Experts warn of heritage demolitions spike

Yangon, February 4

Construction teams have torn down a clutch of Yangon heritage buildings in recent months, Myanmar conservation experts said today, raising fears that developers are rushing through controversial demolitions before an Aung San Suu Kyi-led government takes power.

Myanmar’s main city is in the throes of a construction boom, sparked by economic and political reforms under a quasi-civilian government led by former junta generals, which is in the process of ceding power to Suu Kyi’s pro-democracy party following its landslide election win in November.

But historian Thant Myint-U, whose Yangon Heritage Trust has lobbied to preserve the city’s crumbling colonial era architecture, has raised alarm over a recent surge in the destruction of old buildings.
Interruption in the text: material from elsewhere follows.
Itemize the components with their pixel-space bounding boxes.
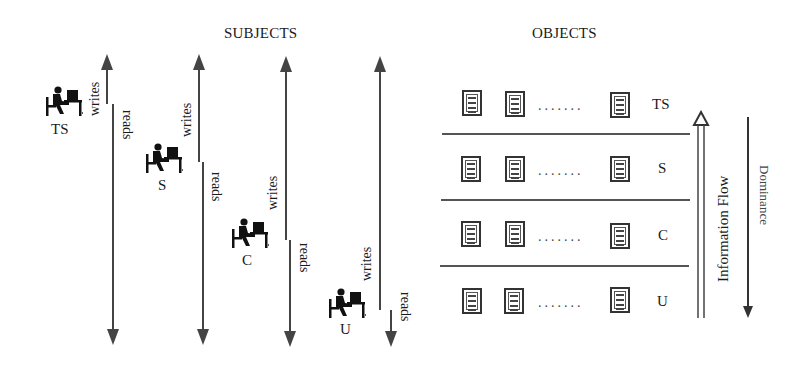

“Over the past few months we’ve seen a rise in the number of demolitions, including six or seven buildings downtown, and also a lot of inappropriate new construction,” Thant Myint-U told AFP.

The recently razed buildings include a prominent teakwood house, police station and shophouse, the Trust said.

Thant Myint-U said he suspects the uptick in demolitions is linked to the country’s tense power transition.

“People don’t really know what’s on the other side of this change of government so I think people want to rush through whatever they can,” he said, adding that he expects the new parliament to tighten building codes and regulations.

Yangon maintains a list of 189 recognised heritage sites, but lacks legislation to protect the buildings, many of which have rotted into disrepair or been bull-dozed for new development.

The city lies at the centre of huge changes that have swept through long-isolated Myanmar under the quasi-civilian government that replaced outright junta rule in 2011, attracting surging investment in response to the reforms.

Cranes spike the skyline, while once sleepy streets are tightly packed with newly imported cars.

The changes have also unleashed a scramble for land, sparking conflicts between often impoverished locals and the state in a nation where ownership rights are notoriously murky, and the military and elites stand accused of widespread land grabbing.

Settling these competing land claims is likely to be a major challenge for the new government led by Suu Kyi’s party.

This week the Myanmar National Human Rights Commission raised concerns over a recent spate of evictions as government workers flattened hundreds of shanty homes in Yangon and Mandalay.

It said officials had failed to provide promised food, temporary shelter and healthcare for those made homeless in the expulsions.

“In reality there was no help for them, so they looked after themselves as best they could on the side of the road,” the statement said yesterday, urging officials to take care of the basic needs of those affected. In one of the controversial evictions, authorities used mechanical diggers to destroy nearly 500 shanty dwellings on land next to an army-owned factory on the northern outskirts of Yangon, leaving residents destitute in what many said was a shock move after just a day’s notice.

Tin May Win, 42, told AFP her family spent two decades cultivating the plot, which was an over-run mess of wild plants when they first arrived. “No owner ever appeared during the 18 years that I lived there,” she said.